Milei is gunning for a free trade deal with the United States, and he has suggested he could walk away from Mercosur if necessary to clinch an agreement with Washington.
- 'Lowest ebb' -
The biannual Mercosur summit comes at a low point in relations between Brazil and Argentina, South America's biggest and second-biggest economies respectively.
Milei, a huge fan of US President Donald Trump, has made no secret of his disdain for veteran leftist Lula, referring to him in the past as "corrupt" and a "Communist."
Lula has accused the Argentine of talking "nonsense."
The contempt between the two was plain to see when Lula hosted Milei at a G20 summit in Rio de Janeiro last November.

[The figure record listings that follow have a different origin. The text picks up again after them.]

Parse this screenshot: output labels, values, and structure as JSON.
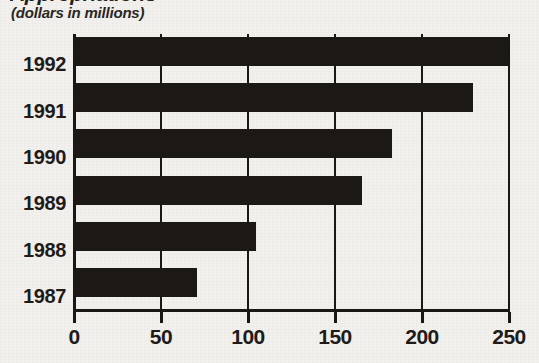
{
  "figure": {
    "title_cropped": "Appropriations",
    "subtitle": "(dollars in millions)"
  },
  "chart_data": {
    "type": "bar",
    "orientation": "horizontal",
    "title": "",
    "subtitle": "(dollars in millions)",
    "xlabel": "",
    "ylabel": "",
    "categories": [
      "1992",
      "1991",
      "1990",
      "1989",
      "1988",
      "1987"
    ],
    "values": [
      249,
      229,
      182,
      165,
      104,
      70
    ],
    "xlim": [
      0,
      250
    ],
    "ylim": null,
    "xticks": [
      0,
      50,
      100,
      150,
      200,
      250
    ],
    "xticklabels": [
      "0",
      "50",
      "100",
      "150",
      "200",
      "250"
    ],
    "grid": "vertical",
    "legend": null,
    "bar_color": "#1b1815",
    "background_color": "#f2f1ee",
    "units": "dollars in millions"
  },
  "axis": {
    "ticks": [
      {
        "label": "0",
        "value": 0
      },
      {
        "label": "50",
        "value": 50
      },
      {
        "label": "100",
        "value": 100
      },
      {
        "label": "150",
        "value": 150
      },
      {
        "label": "200",
        "value": 200
      },
      {
        "label": "250",
        "value": 250
      }
    ]
  },
  "bars": [
    {
      "category": "1992",
      "value": 249
    },
    {
      "category": "1991",
      "value": 229
    },
    {
      "category": "1990",
      "value": 182
    },
    {
      "category": "1989",
      "value": 165
    },
    {
      "category": "1988",
      "value": 104
    },
    {
      "category": "1987",
      "value": 70
    }
  ]
}
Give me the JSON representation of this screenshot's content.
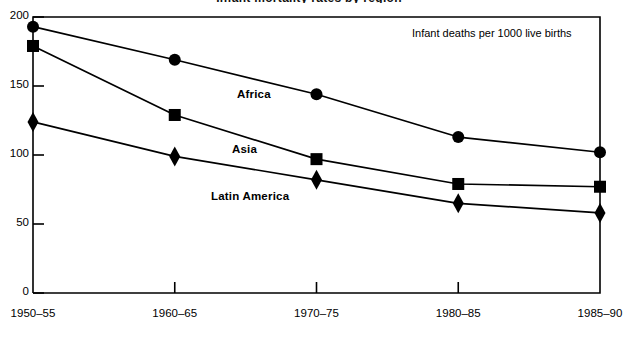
{
  "chart_data": {
    "type": "line",
    "title": "Infant mortality rates by region",
    "annotation": "Infant deaths per 1000 live births",
    "xlabel": "",
    "ylabel": "",
    "categories": [
      "1950–55",
      "1960–65",
      "1970–75",
      "1980–85",
      "1985–90"
    ],
    "ylim": [
      0,
      200
    ],
    "yticks": [
      0,
      50,
      100,
      150,
      200
    ],
    "ytick_labels": [
      "0",
      "50",
      "100",
      "150",
      "200"
    ],
    "grid": false,
    "legend": "inline-labels",
    "series": [
      {
        "name": "Africa",
        "marker": "circle",
        "values": [
          193,
          169,
          144,
          113,
          102
        ]
      },
      {
        "name": "Asia",
        "marker": "square",
        "values": [
          179,
          129,
          97,
          79,
          77
        ]
      },
      {
        "name": "Latin America",
        "marker": "diamond",
        "values": [
          124,
          99,
          82,
          65,
          58
        ]
      }
    ]
  },
  "labels": {
    "africa": "Africa",
    "asia": "Asia",
    "latin_america": "Latin America"
  }
}
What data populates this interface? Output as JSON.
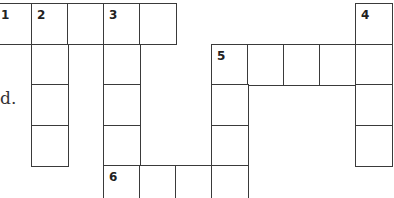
{
  "puzzle": {
    "type": "crossword",
    "cell_width": 36,
    "cell_height": 40.5,
    "origin_x": -5,
    "origin_y": 3,
    "text_fragment": "d.",
    "cells": [
      {
        "row": 0,
        "col": 0,
        "number": "1"
      },
      {
        "row": 0,
        "col": 1,
        "number": "2"
      },
      {
        "row": 0,
        "col": 2,
        "number": ""
      },
      {
        "row": 0,
        "col": 3,
        "number": "3"
      },
      {
        "row": 0,
        "col": 4,
        "number": ""
      },
      {
        "row": 0,
        "col": 10,
        "number": "4"
      },
      {
        "row": 1,
        "col": 1,
        "number": ""
      },
      {
        "row": 1,
        "col": 3,
        "number": ""
      },
      {
        "row": 1,
        "col": 6,
        "number": "5"
      },
      {
        "row": 1,
        "col": 7,
        "number": ""
      },
      {
        "row": 1,
        "col": 8,
        "number": ""
      },
      {
        "row": 1,
        "col": 9,
        "number": ""
      },
      {
        "row": 1,
        "col": 10,
        "number": ""
      },
      {
        "row": 2,
        "col": 1,
        "number": ""
      },
      {
        "row": 2,
        "col": 3,
        "number": ""
      },
      {
        "row": 2,
        "col": 6,
        "number": ""
      },
      {
        "row": 2,
        "col": 10,
        "number": ""
      },
      {
        "row": 3,
        "col": 1,
        "number": ""
      },
      {
        "row": 3,
        "col": 3,
        "number": ""
      },
      {
        "row": 3,
        "col": 6,
        "number": ""
      },
      {
        "row": 3,
        "col": 10,
        "number": ""
      },
      {
        "row": 4,
        "col": 3,
        "number": "6"
      },
      {
        "row": 4,
        "col": 4,
        "number": ""
      },
      {
        "row": 4,
        "col": 5,
        "number": ""
      },
      {
        "row": 4,
        "col": 6,
        "number": ""
      }
    ]
  }
}
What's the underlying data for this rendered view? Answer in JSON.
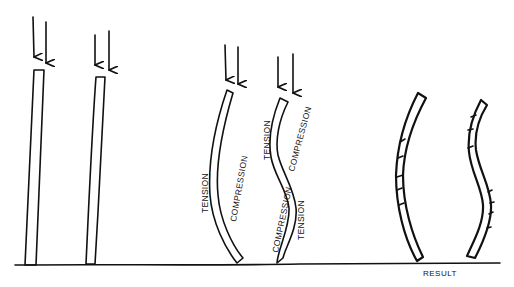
{
  "diagram": {
    "type": "column buckling illustration",
    "columns": [
      {
        "id": 1,
        "state": "straight",
        "load_arrows": 2
      },
      {
        "id": 2,
        "state": "straight",
        "load_arrows": 2
      },
      {
        "id": 3,
        "state": "single-curve buckling",
        "load_arrows": 2,
        "labels": {
          "left": "TENSION",
          "right": "COMPRESSION"
        }
      },
      {
        "id": 4,
        "state": "double-curve (S) buckling",
        "load_arrows": 2,
        "labels": {
          "upper_left": "TENSION",
          "upper_right": "COMPRESSION",
          "lower_left": "COMPRESSION",
          "lower_right": "TENSION"
        }
      },
      {
        "id": 5,
        "state": "failed single curve (cracked compression side)",
        "load_arrows": 0
      },
      {
        "id": 6,
        "state": "failed S-curve (cracked compression sides)",
        "load_arrows": 0
      }
    ],
    "labels": {
      "tension": "TENSION",
      "compression": "COMPRESSION",
      "result": "RESULT"
    },
    "colors": {
      "ink": "#111111",
      "background": "#ffffff"
    }
  }
}
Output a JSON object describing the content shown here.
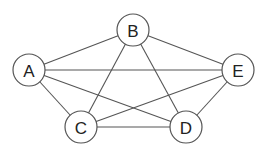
{
  "graph": {
    "type": "complete-graph",
    "nodes": [
      {
        "id": "A",
        "label": "A",
        "x": 29,
        "y": 70
      },
      {
        "id": "B",
        "label": "B",
        "x": 133,
        "y": 30
      },
      {
        "id": "E",
        "label": "E",
        "x": 238,
        "y": 70
      },
      {
        "id": "C",
        "label": "C",
        "x": 81,
        "y": 127
      },
      {
        "id": "D",
        "label": "D",
        "x": 186,
        "y": 127
      }
    ],
    "edges": [
      [
        "A",
        "B"
      ],
      [
        "A",
        "E"
      ],
      [
        "A",
        "C"
      ],
      [
        "A",
        "D"
      ],
      [
        "B",
        "E"
      ],
      [
        "B",
        "C"
      ],
      [
        "B",
        "D"
      ],
      [
        "C",
        "E"
      ],
      [
        "C",
        "D"
      ],
      [
        "D",
        "E"
      ]
    ],
    "node_radius": 16,
    "colors": {
      "stroke": "#555555",
      "fill": "#ffffff",
      "text": "#222222"
    }
  }
}
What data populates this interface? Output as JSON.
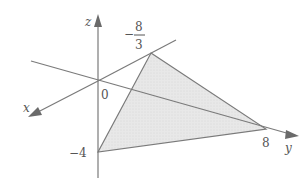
{
  "diagram": {
    "type": "3d-coordinate-plane-intercepts",
    "axes": {
      "x": "x",
      "y": "y",
      "z": "z"
    },
    "origin_label": "0",
    "intercepts": {
      "z_top_numerator": "8",
      "z_top_denominator": "3",
      "z_top_sign": "−",
      "z_bottom": "−4",
      "y": "8"
    },
    "colors": {
      "line": "#777777",
      "fill": "#e6e6e6",
      "text": "#555555"
    }
  }
}
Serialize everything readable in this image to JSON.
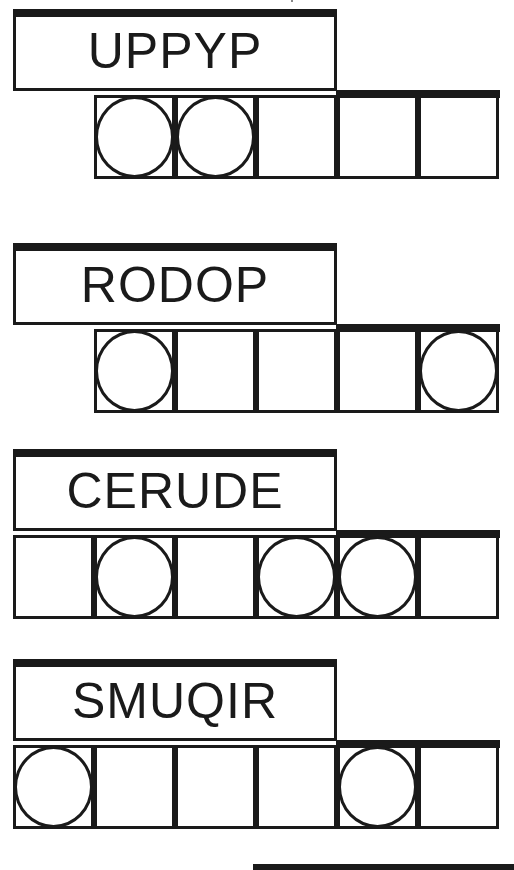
{
  "puzzles": [
    {
      "scrambled": "UPPYP",
      "top": 9,
      "cell_count": 5,
      "start_col": 1,
      "circled": [
        0,
        1
      ]
    },
    {
      "scrambled": "RODOP",
      "top": 243,
      "cell_count": 5,
      "start_col": 1,
      "circled": [
        0,
        4
      ]
    },
    {
      "scrambled": "CERUDE",
      "top": 449,
      "cell_count": 6,
      "start_col": 0,
      "circled": [
        1,
        3,
        4
      ]
    },
    {
      "scrambled": "SMUQIR",
      "top": 659,
      "cell_count": 6,
      "start_col": 0,
      "circled": [
        0,
        4
      ]
    }
  ],
  "colors": {
    "ink": "#1a1a1a",
    "paper": "#ffffff"
  }
}
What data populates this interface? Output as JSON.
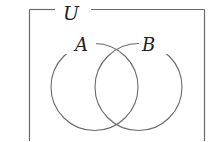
{
  "diagram": {
    "type": "venn",
    "universe_label": "U",
    "sets": [
      {
        "label": "A"
      },
      {
        "label": "B"
      }
    ],
    "colors": {
      "stroke": "#6a6a6a",
      "text": "#222222",
      "background": "#ffffff"
    }
  }
}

The tensions could be exacerbated if Lula uses his trip to Buenos Aires to visit left-wing ex-president Cristina Kirchner, who is serving a six-year sentence for fraud under house arrest.
Kirchner on Tuesday requested permission for Lula to pay her a solidarity visit, in a move likely to anger her arch-nemesis Milei.
It was not clear, however, whether Lula would risk upsetting his Argentine counterpart at home.
"We may be experiencing the worst period in relations between Brazil and Argentina, in terms of political convergence," Juliana Peixoto, an expert in international relations at the Latin American Faculty of Social Sciences, told AFP.
She said she nonetheless expected Mercosur, which also includes Bolivia, to endure the tensions.
"It has a small but stable core of trade and has other related agendas that allow it to survive," she said.